Ingredients
Squash
- 1 tablespoon unsalted butter
- 1 tablespoon extra virgin olive oil
- 1 large red onion, minced
- ½ cup minced peeled fresh ginger
- Kosher salt
- Freshly ground black pepper
- 1 medium-large butternut squash (about 3 pounds), peeled, seeded, and cubed
- ¼ cup fruit vinegar such as fig vinegar
Toppings
- 1 pound (about 60) green beans, ends trimmed, steamed until crisptender
- 2 cups julienned fennel bulb
- 2 cups julienned scallion greens
- 2 cups shredded radicchio
- 2 cups chopped watercress
- 2 cups chopped fresh mint
- ¼ cup raspberry puree
- Lavender Salt (“Breakaway Flavor Blasts”)
Wrappers
- 1 package 9-inch round vietnamese or Thai rice papers (about 30)
How to Make It
- Melt the butter with the olive oil in a chef’s pan or wok over medium heat. Add the red onion, ginger, and salt and pepper to taste and sauté for about 10 minutes, until soft. Add the squash and continue to cook for 15 to 20 minutes, stirring and shaking the pan often, until it too gets very soft but still holds its shape.
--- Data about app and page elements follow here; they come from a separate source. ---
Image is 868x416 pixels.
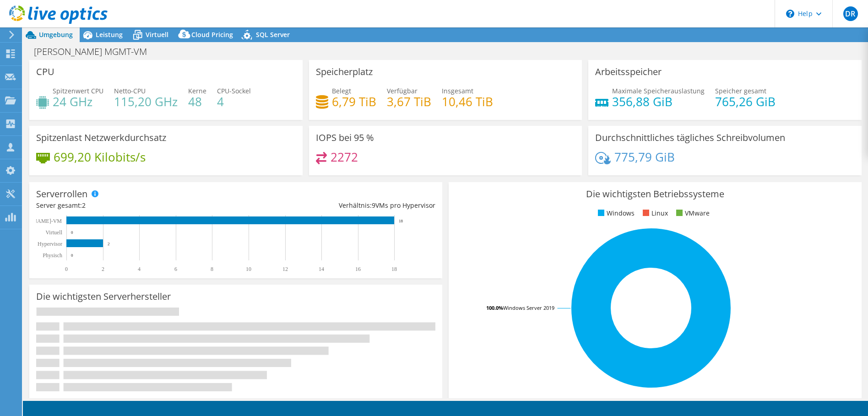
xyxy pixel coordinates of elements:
[71,253,73,258] text: 0
[36,189,88,199] h3: Serverrollen
[217,86,251,95] span: CPU-Sockel
[39,30,73,39] span: Umgebung
[108,241,110,246] text: 2
[42,252,62,258] text: Physisch
[595,67,662,77] h3: Arbeitsspeicher
[245,266,252,272] text: 10
[54,151,145,162] h4: 699,20 Kilobits/s
[596,208,634,218] li: Windows
[392,266,397,272] text: 18
[192,30,233,39] span: Cloud Pricing
[114,97,178,107] h4: 115,20 GHz
[282,266,288,272] text: 12
[71,230,73,235] text: 0
[217,97,251,107] h4: 4
[715,97,776,107] h4: 765,26 GiB
[36,291,171,301] h3: Die wichtigsten Serverhersteller
[38,241,62,247] text: Hypervisor
[138,266,141,272] text: 4
[356,266,361,272] text: 16
[786,9,794,18] svg: \n
[486,305,503,311] tspan: 100.0%
[442,86,473,95] span: Insgesamt
[36,201,235,211] div: Server gesamt:
[315,67,372,77] h3: Speicherplatz
[319,266,324,272] text: 14
[330,151,358,162] h4: 2272
[332,86,351,95] span: Belegt
[82,201,85,209] span: 2
[715,86,766,95] span: Speicher gesamt
[65,266,68,272] text: 0
[332,97,376,107] h4: 6,79 TiB
[442,97,493,107] h4: 10,46 TiB
[387,86,418,95] span: Verfügbar
[36,133,166,143] h3: Spitzenlast Netzwerkdurchsatz
[188,86,206,95] span: Kerne
[843,6,858,21] span: DR
[52,86,103,95] span: Spitzenwert CPU
[175,266,177,272] text: 6
[30,47,161,57] h1: [PERSON_NAME] MGMT-VM
[52,97,103,107] h4: 24 GHz
[674,208,709,218] li: VMware
[315,133,374,143] h3: IOPS bei 95 %
[372,201,376,209] span: 9
[45,229,62,235] text: Virtuell
[36,67,55,77] h3: CPU
[612,97,705,107] h4: 356,88 GiB
[188,97,206,107] h4: 48
[595,133,785,143] h3: Durchschnittliches tägliches Schreibvolumen
[456,189,855,199] h3: Die wichtigsten Betriebssysteme
[503,305,554,311] tspan: Windows Server 2019
[145,30,169,39] span: Virtuell
[387,97,431,107] h4: 3,67 TiB
[102,266,105,272] text: 2
[235,201,436,211] div: Verhältnis: VMs pro Hypervisor
[211,266,213,272] text: 8
[640,208,668,218] li: Linux
[114,86,145,95] span: Netto-CPU
[612,86,705,95] span: Maximale Speicherauslastung
[614,151,675,162] h4: 775,79 GiB
[95,30,122,39] span: Leistung
[399,218,403,223] text: 18
[256,30,290,39] span: SQL Server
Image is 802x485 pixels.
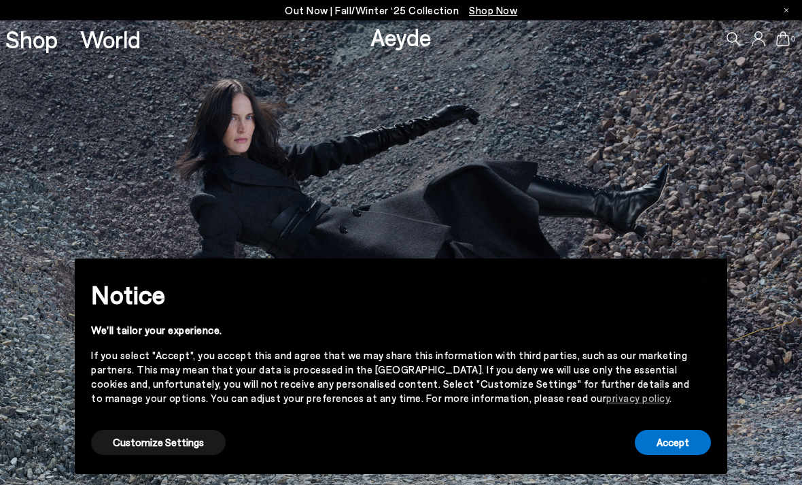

Add the vinegar, mix, taste for salt, and transfer to a large bowl.
- Place each topping in a small bowl and set the bowl of squash, the bowls of toppings, and an extra-large bowl of warm water (big enough to accommodate the rice paper) on a large work surface. Lay out a clean dry kitchen towel nearby. Place one rice paper in the warm water, let it get soft (1 to 2 minutes) and place it on the towel. Using a second towel, blot away all remaining water. Handle the rice paper gently, since it will tear easily. Put another wrapper in the water since the assembly will take a few minutes, just the time it takes for the next one to get soft.
- Place 2 green beans horizontally parallel to one another, about an inch apart, near the bottom of the rice paper circle. This will be the “frame” into which everything else goes. Spoon on about a tablespoon of squash between the beans, then place small amounts of fennel, scallion greens, radicchio, watercress, and mint neatly on top of and around the squash, staying within the border of the green-bean frame. Don’t overstuff, or they will become unwieldy. Keep them svelte.
- Begin to roll up the rice paper, starting at the bottom and keeping it as tight as possible. When you’ve got what seems like a tight seal over the filling, fold over the left and right sides slightly, spoon on a little streak of raspberry puree, and sprinkle on some lavender salt. Finish rolling the rice paper should stick to itself. Continue with all 30 rolls, setting them on a baking pan as you go (after you’ve made one layer, place a piece of parchment paper on them and start stacking another layer of rolls on top). When you’re done, slice them in half on a diagonal and arrange on a serving tray.